Review: Amelia White 'Love I Swore'
The “East Nashville Sound” became a natural counterweight to the Chet Atkins-coined cosmopolitan country of the “Nashville Sound.” East Nashville has always been the oddball cousin to Music City proper, the one from the other side of the tracks or, more accurately, the Cumberland River. The scene has had several standard bearers over the years (Todd Snider even named an album for it). Songwriter Amelia White has long been immersed in that scene. With her new album Love I Swore, she makes a case for carrying that flag forward into the scene's next iteration.
Nashville singer/songwriter Kim Richey produced Love I Swore and it's a more lush production than White's past efforts. While that might sound like it doesn't fit with East Nashville's grungier roots, there's enough DIY ethos in the album's lyrics to fit those roots perfectly. Rather than one cohesive style, White lets the songs dictate the genre, producing an album that bounces from country to folk to pop to blues and back again without ever losing its way.
Bluesy album starter “Something New Comes” sets the tone of potential loss and the struggle to keep life afloat. “What happened to this home / the one I've counted on,” White belts out of the gate. “Walk the empty rooms / like opening a closed-up wound.” By the time the chorus of “Are you hurting / like I'm hurting?” comes around, the answer to that question is yes. It's called the blues for a reason.
The album’s highlight “Can You See Me Now” has a '60s girl pop feel to it, all shimmering guitars and crystal vocals, but with a catch. Even here, the lyrics have the blues, with White singing “Out on the street/people I meet/seem so lonely.” But then both Lesley Gore and Skeeter Davis can attest that you can have pop vocals and still feel the depression. It's the end of the world and they'll cry if they want to. White doesn't cry here so much as chronicle a dive, with the song's title repeated throughout like a call begging for a response.
If there's a song that hits anywhere close to the Nashville Sound, it's “Beautiful Dream.” With a vocal assist from Ben Glover, White dives into classic country duet territory and nails it. White and Glover have just the right amount of twang to hit the sweet spot where hillbilly music intersects with cosmo country.
There is no end to the number of “life on the road” songs that have been written through the years, from “Turn the Page” to “Beth” that it seems like there isn't anything more to say about the topic. But White manages it, writing the most compelling song about tedium since “Dock of the Bay.” Stuck in an unnamed airport, White gripes that she's “stuck on the ground when I ought to be flying/sitting here watching my battery dying.” Anyone who's ever been snowed into a terminal will relate.
It's silly to start making “best of” lists in mid-February (though, in fairness, a LOT of albums have already come out), but I'll be surprised if Love I Swore doesn't wind up somewhere on mine. It's one I keep coming back to like a comfortable chair. Even if it’s a blue one.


After locating the line that contains "What do you see at coordinates (74, 227)" in the records below, write out exactly that line and each line after it through the one that contains "Task: Click on the span: 10:30 Hr", and nothing else.

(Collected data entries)
======

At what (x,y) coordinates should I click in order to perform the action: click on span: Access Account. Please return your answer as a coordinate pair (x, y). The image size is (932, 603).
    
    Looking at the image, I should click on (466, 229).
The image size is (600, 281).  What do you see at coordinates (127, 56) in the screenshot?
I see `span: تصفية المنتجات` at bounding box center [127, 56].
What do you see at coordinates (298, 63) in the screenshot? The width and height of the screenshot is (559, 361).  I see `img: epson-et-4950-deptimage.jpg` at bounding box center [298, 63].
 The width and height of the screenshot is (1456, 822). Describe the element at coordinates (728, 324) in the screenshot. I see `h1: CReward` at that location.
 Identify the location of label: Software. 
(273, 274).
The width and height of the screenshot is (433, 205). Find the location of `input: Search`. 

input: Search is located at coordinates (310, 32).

======

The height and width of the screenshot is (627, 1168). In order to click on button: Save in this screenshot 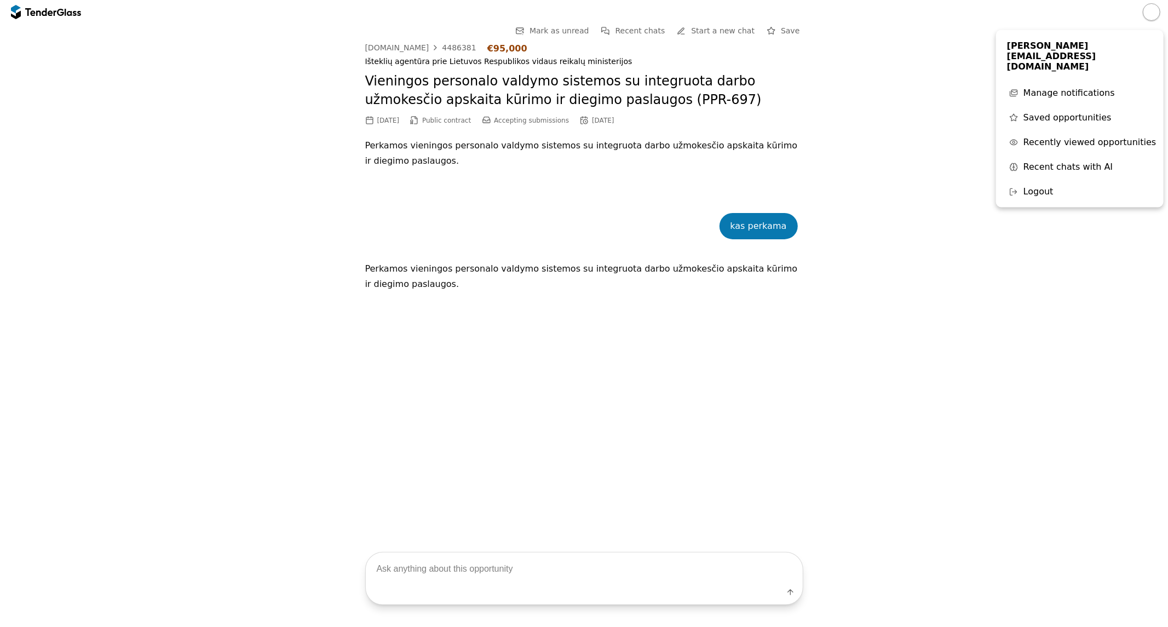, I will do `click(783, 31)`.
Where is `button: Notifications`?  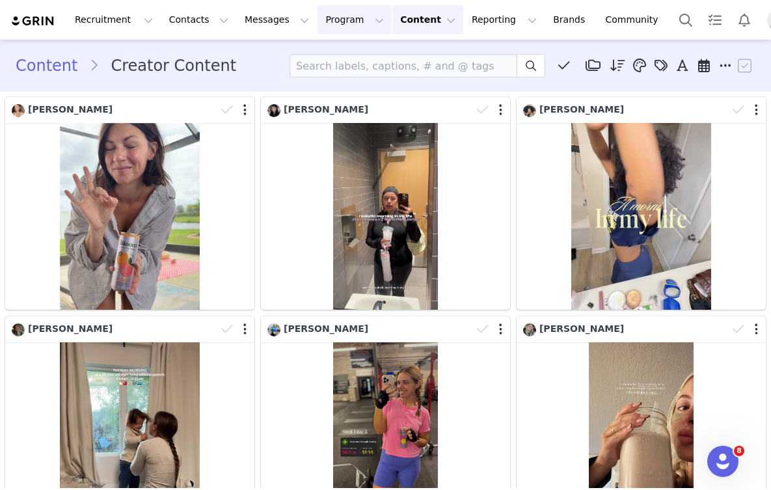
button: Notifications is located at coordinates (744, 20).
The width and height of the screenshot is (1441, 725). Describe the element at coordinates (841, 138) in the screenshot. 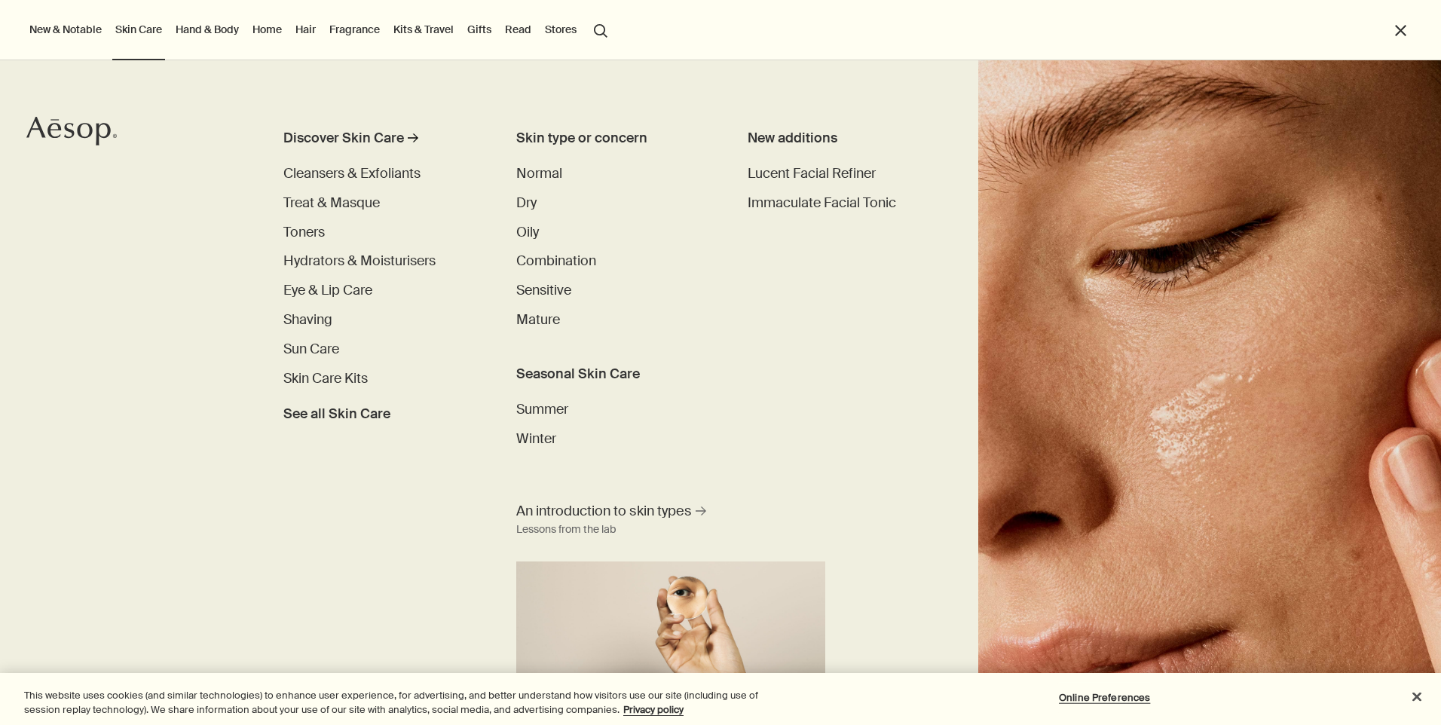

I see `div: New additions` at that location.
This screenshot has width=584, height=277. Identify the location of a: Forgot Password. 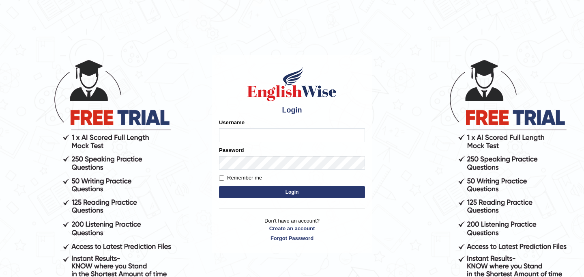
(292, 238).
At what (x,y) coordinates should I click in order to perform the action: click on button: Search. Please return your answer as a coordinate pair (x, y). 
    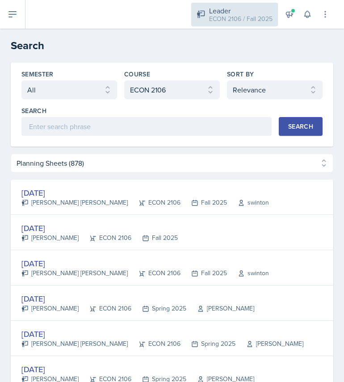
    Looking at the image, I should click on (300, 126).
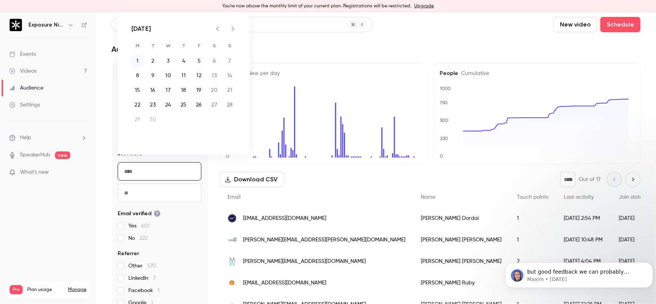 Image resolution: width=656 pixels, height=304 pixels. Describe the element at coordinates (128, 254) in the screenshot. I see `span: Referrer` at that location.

======

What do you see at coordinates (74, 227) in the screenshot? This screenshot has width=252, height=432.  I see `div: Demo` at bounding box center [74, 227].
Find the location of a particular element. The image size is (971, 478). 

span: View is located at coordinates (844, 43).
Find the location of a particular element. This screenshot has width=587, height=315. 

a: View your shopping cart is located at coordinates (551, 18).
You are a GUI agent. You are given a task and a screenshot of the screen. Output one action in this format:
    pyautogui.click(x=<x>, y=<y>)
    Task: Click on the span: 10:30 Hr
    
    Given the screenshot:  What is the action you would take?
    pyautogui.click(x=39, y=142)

======

- **Finished exercise**
What do you see at coordinates (74, 227) in the screenshot? This screenshot has width=252, height=432.  I see `div: Demo` at bounding box center [74, 227].
Find the location of a particular element. The image size is (971, 478). 

span: View is located at coordinates (844, 43).
Find the location of a particular element. This screenshot has width=587, height=315. 

a: View your shopping cart is located at coordinates (551, 18).
You are a GUI agent. You are given a task and a screenshot of the screen. Output one action in this format:
    pyautogui.click(x=<x>, y=<y>)
    Task: Click on the span: 10:30 Hr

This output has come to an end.